Compassion and “No wonder”

The importance of compassion and self-acceptance in a Focusing session

During the making contact phase of Focusing we

  • Sense something
  • Make room for and turn to that something and say hello (acknowledge it)
  • Describe it freshly as if we have never felt it before.
  • Check the description with our bodies

When we have the experience that our description fits, then we naturally deepen contact. In other words, we deepen the relationship with what we have sensed.  At this point it generally shifts from a "something" into an "it", "he", "she", "that place".

During the deepening contact phase we

  • Sense how it feels from its point of view.
  • Sense if it has an emotion or mood. 
  • Let it know that we hear it.

During the deepening contact phase of a Focusing session does the IT you are in contact with know that YOU are there with it now? Does IT feel your compassionate presence?

Compassion and self-acceptance open the way for your emotional states to relax and give you their messages. When you fight or resist your emotions, they persist, and get more stuck. Or if something in you feels alone, unheard or unwanted, it may assume it is not worthy of attention.  Then it might retreat or hide.

There are two helpful things you can do to convey compassion while Focusing.

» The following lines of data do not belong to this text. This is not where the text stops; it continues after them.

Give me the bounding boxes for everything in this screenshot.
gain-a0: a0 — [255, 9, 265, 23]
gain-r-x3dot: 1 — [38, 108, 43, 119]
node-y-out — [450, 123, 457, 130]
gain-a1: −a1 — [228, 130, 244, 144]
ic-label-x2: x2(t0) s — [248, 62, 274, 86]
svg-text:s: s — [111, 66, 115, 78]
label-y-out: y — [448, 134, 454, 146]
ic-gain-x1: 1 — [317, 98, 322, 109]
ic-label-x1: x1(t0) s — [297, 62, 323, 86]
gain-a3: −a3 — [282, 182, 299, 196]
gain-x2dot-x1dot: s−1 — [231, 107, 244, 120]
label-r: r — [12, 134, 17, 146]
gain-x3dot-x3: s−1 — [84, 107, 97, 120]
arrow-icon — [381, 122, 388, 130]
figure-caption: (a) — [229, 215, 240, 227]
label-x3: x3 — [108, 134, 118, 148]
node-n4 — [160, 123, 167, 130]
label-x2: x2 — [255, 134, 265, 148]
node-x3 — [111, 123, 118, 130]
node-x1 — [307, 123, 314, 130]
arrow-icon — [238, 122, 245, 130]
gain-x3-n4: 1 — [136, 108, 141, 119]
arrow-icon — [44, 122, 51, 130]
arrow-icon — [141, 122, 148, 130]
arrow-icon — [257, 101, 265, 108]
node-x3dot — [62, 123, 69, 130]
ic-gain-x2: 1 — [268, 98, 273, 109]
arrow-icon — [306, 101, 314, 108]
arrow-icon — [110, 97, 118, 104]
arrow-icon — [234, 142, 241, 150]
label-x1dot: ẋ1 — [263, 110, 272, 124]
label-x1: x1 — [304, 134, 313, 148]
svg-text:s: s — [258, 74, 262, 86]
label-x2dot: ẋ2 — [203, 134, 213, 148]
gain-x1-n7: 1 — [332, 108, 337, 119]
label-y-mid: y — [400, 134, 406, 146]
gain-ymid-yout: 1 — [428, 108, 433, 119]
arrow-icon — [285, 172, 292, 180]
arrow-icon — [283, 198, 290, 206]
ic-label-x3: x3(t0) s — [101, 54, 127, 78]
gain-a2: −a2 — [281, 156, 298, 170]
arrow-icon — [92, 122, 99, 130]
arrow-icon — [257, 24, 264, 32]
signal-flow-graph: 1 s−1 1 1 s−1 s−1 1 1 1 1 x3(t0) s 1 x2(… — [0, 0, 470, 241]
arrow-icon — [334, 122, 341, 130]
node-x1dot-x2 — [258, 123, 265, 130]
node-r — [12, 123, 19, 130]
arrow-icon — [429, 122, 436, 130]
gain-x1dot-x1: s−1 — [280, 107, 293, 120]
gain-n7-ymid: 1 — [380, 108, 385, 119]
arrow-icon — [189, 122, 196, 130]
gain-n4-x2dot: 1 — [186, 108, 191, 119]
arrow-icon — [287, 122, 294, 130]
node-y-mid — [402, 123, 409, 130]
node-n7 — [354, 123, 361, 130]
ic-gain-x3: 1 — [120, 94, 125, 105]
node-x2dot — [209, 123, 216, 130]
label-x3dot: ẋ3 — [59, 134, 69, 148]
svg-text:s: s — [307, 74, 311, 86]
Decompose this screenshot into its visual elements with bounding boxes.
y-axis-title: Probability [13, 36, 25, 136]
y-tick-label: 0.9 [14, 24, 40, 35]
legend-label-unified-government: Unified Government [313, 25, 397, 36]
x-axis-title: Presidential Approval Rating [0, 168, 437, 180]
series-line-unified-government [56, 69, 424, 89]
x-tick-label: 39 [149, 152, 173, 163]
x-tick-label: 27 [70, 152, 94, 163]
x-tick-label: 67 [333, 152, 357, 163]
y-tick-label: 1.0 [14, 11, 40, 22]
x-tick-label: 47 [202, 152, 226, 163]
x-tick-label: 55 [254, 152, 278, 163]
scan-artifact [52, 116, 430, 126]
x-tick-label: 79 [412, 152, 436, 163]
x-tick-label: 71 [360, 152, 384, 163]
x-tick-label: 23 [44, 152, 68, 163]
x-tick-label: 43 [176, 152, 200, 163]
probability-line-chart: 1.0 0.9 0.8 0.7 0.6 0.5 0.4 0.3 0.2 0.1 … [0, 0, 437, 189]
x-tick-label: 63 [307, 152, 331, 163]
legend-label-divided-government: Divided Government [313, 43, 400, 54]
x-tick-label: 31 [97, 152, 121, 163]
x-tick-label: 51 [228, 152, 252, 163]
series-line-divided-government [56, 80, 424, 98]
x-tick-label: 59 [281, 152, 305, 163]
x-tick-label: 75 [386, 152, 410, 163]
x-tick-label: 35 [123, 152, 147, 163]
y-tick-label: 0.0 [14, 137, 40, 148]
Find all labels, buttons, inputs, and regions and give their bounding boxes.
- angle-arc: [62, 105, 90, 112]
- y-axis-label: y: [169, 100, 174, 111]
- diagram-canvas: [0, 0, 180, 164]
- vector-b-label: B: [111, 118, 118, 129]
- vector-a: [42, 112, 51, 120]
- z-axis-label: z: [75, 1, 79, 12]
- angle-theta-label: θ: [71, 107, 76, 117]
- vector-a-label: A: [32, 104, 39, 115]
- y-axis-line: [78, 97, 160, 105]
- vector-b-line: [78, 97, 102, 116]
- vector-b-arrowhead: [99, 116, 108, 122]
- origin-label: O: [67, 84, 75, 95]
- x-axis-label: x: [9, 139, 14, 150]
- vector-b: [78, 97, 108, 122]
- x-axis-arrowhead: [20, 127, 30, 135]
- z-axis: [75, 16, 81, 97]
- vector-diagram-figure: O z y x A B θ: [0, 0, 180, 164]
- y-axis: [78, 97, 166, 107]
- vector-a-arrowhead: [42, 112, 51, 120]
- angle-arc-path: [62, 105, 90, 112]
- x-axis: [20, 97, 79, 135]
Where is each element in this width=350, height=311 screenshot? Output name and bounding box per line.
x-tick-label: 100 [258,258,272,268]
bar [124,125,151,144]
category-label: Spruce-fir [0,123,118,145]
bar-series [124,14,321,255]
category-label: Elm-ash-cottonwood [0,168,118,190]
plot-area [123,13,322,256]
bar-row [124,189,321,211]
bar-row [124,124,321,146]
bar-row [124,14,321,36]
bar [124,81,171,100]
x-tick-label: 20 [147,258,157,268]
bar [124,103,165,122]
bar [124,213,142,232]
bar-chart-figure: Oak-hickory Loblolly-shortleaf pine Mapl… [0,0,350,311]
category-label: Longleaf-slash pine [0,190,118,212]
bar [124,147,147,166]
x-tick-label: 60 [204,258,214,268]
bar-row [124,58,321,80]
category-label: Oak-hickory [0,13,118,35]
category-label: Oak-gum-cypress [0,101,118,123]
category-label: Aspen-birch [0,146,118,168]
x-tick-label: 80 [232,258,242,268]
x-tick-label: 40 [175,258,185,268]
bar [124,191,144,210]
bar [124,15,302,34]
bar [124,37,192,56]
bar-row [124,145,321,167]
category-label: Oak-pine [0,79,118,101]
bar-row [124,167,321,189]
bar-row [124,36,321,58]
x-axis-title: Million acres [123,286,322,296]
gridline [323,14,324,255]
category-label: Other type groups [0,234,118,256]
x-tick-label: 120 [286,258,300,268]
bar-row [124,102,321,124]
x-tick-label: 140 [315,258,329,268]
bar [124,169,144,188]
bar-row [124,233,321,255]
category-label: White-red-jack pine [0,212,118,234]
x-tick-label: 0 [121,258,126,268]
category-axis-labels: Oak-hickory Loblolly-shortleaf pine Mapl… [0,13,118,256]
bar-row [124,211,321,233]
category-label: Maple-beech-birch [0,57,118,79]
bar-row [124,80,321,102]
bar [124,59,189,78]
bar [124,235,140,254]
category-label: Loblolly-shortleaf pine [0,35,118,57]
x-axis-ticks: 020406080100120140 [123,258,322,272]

1) Let a gentle hand go to the place in your body where you feel it.

2) Say to it “No wonder.”

“No wonder” is an effective and transformational phrase when you say it to yourself at key moments.   “No wonder” quickly and directly delivers pure compassion and understanding to “something in you” that is struggling, hurting.  

And when “something in you” receives pure compassion and understanding, it’s like a flower in a drought finally getting water. The petals start opening up, drinking in that water, receiving something they’ve been waiting for, for a long time.

Suppose you are in contact with a part of you that it letting you know that it feels tired and discouraged because it feels that nothing will change.  You can say to it, "No wonder you feel tired and discouraged.

Hearing those words it will feel not only heard but will also feel your compassion, acceptance and support. When you say “No wonder” to yourself at key moments, it’s like you are giving life-giving nourishment to the hungry and thirsty parts of you that need it the most. This, in turn, can lead to big and lasting change in how you feel and behave every day.

You can also say “no wonder” when you sense that something in you has a feeling or an emotion connected to a  belief. For example:

“Something in me is exhausted because I feel I have to carry the weight of the world on my shoulders.”

You as Self in Presence can say to that part, "No wonder you feel exhausted."

The phrase “No wonder” can shine a light so that we start to see problems and beliefs in a new way.

"No wonder" is so simple and yet the ultimate in compassion and self-acceptance. When you say, “No wonder,” you actually open a space that was locked, shut down or stuck and in that new space, something new can happen.